Firefox's user base is also full of old Intel integrated GPUs that don't support bindless. The day WebRender can start relying on it cannot come soon enough but it's a long way off.
(I'm the author of the blog post) Yes, WebRender could repack it's texture atlases. A lot of stuff of various sizes go in there so I would not want to rely on repacking large amounts of pixels frequently but it could, among other things, help with more quickly converging back to a single texture atlas after an allocation spike. To my knowledge WebRender cannot move data within a texture using the OpenGL version it's restricted to.
It's a matter of allocating time to implement the missing parts and get it to work properly. Right now the people who could do this are working on other things but it will get done eventually.
As pcwalton said, there is a whole lot of things on the web that are very cheap to render on a GPU if done right. For these things, a well tuned gpu renderer can easily outperform a naive compositor like what you can see in most browsers.
All of the caching optimizations that one gets from a compositor can be incorporated in something like webrender (and some are, like glyphs and a bunch of other stuff). Right now webrender doesn't have all of the tweaks to avoid rendering the whole page when there is a small spinning throbber, but that will be implemented eventually (there is still a lot of work going into rendering the long tail of weird and specific things right).
Actually, Gecko's compositor knows the screen space invalid region and scissors out the rest when compositing. The invalid region is passed to the window manager. Chromium also does that although they settle for an invalid rect instead of region which is fair. There is an issue on file to do the same with webrender.
It depends. For a lot of web pages, the things webrender do are actually very simple and can be faster than Firefox's compositor even if there was no painting required. The expensive stuff like rasterizing glyphs are cached.
The idea is that if we can render everything at a cost that is equivalent to that of the compositor, then the benefits of the compositing infrastructure aren't clear anymore. For sure there will be pages where the compositor would have been faster for frames where no painting was required, at the end of the day it's a new architecture with new tradeoffs, but the goal is to be overall (much) faster.
Let's clarify, WebRender doesn't do anything at all if nothing changed. If the content of the window is static then webrender won't wake your gpu up until it really needs to. There seem to be a confusion about video games needing to render at constant frame rate, but that is only the case in games where there is always something changing on screen. It isn't that uncommon for other types of games with more static graphics to not render if nothing has changed.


▶ **Task brief**: Copy the entries word for word. Keep the pictures out.

▶ **Given data**:
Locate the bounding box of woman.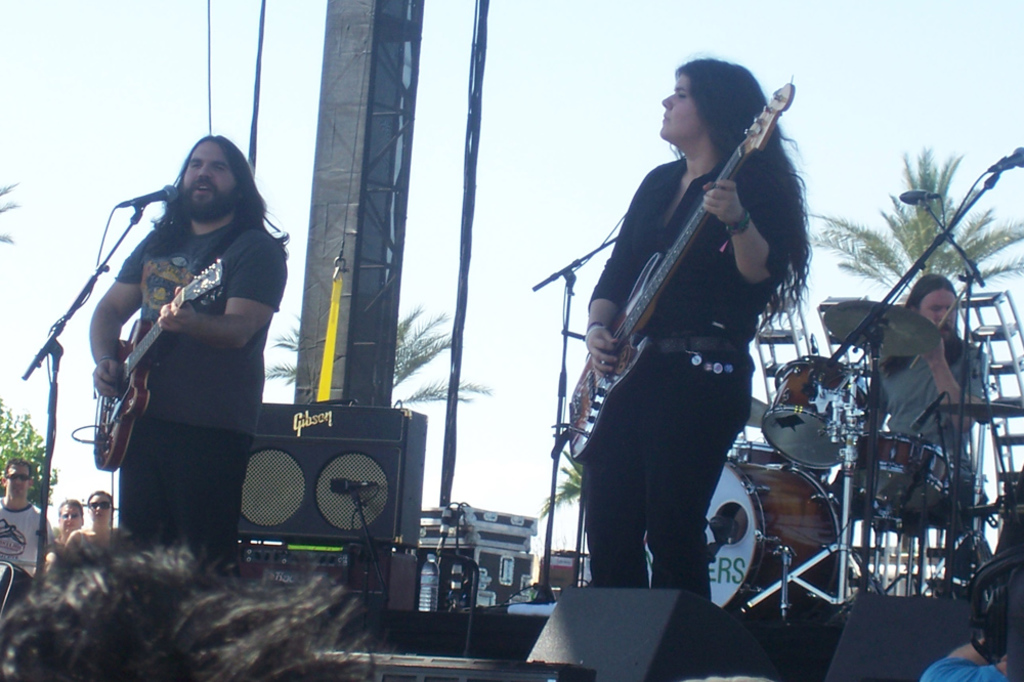
Bounding box: BBox(62, 487, 121, 557).
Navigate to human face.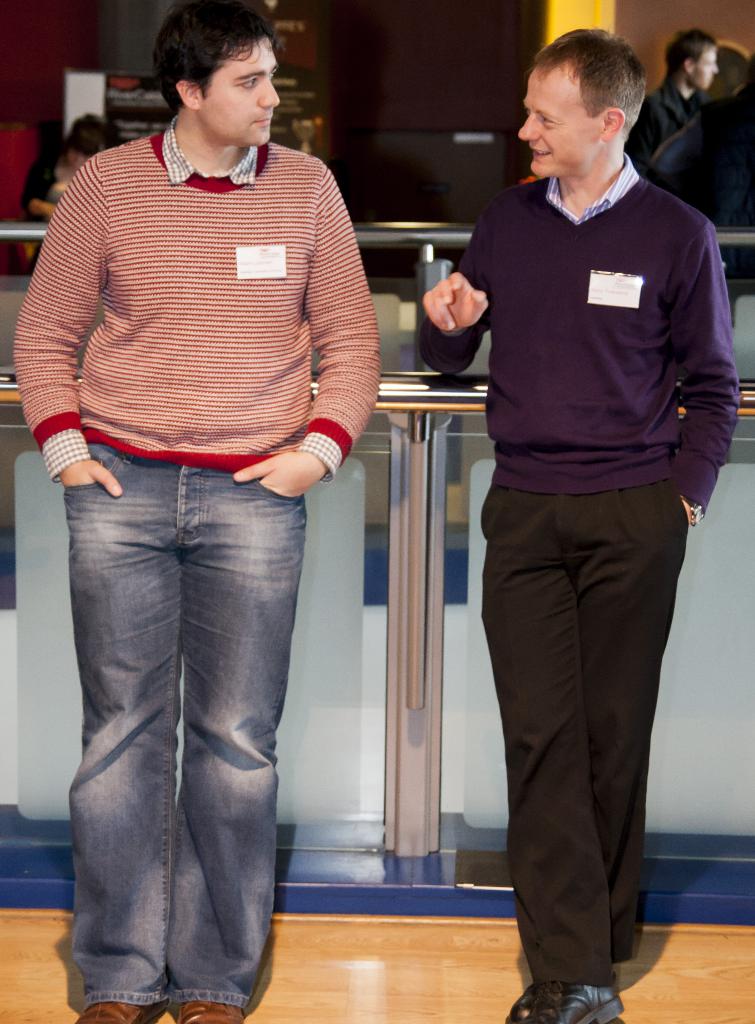
Navigation target: <bbox>207, 64, 280, 145</bbox>.
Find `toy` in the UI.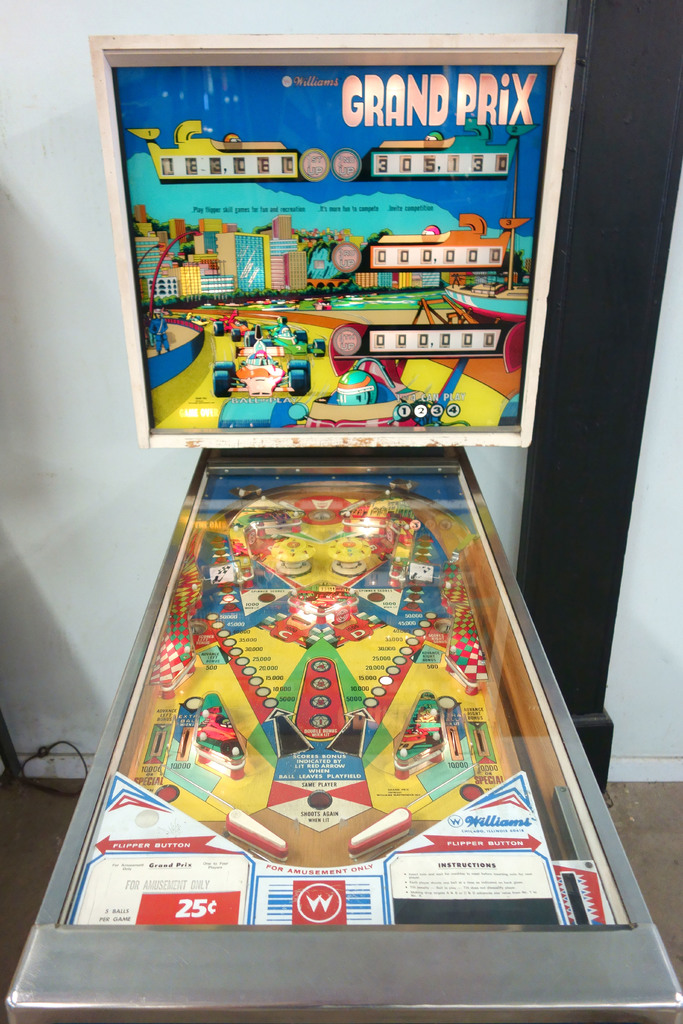
UI element at BBox(127, 196, 324, 298).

▶ **Result**:
Locate the bounding box of woman.
Bounding box: BBox(62, 487, 121, 557).
Navigate to human face.
Navigation target: <bbox>207, 64, 280, 145</bbox>.
Find `toy` in the UI.
UI element at BBox(127, 196, 324, 298).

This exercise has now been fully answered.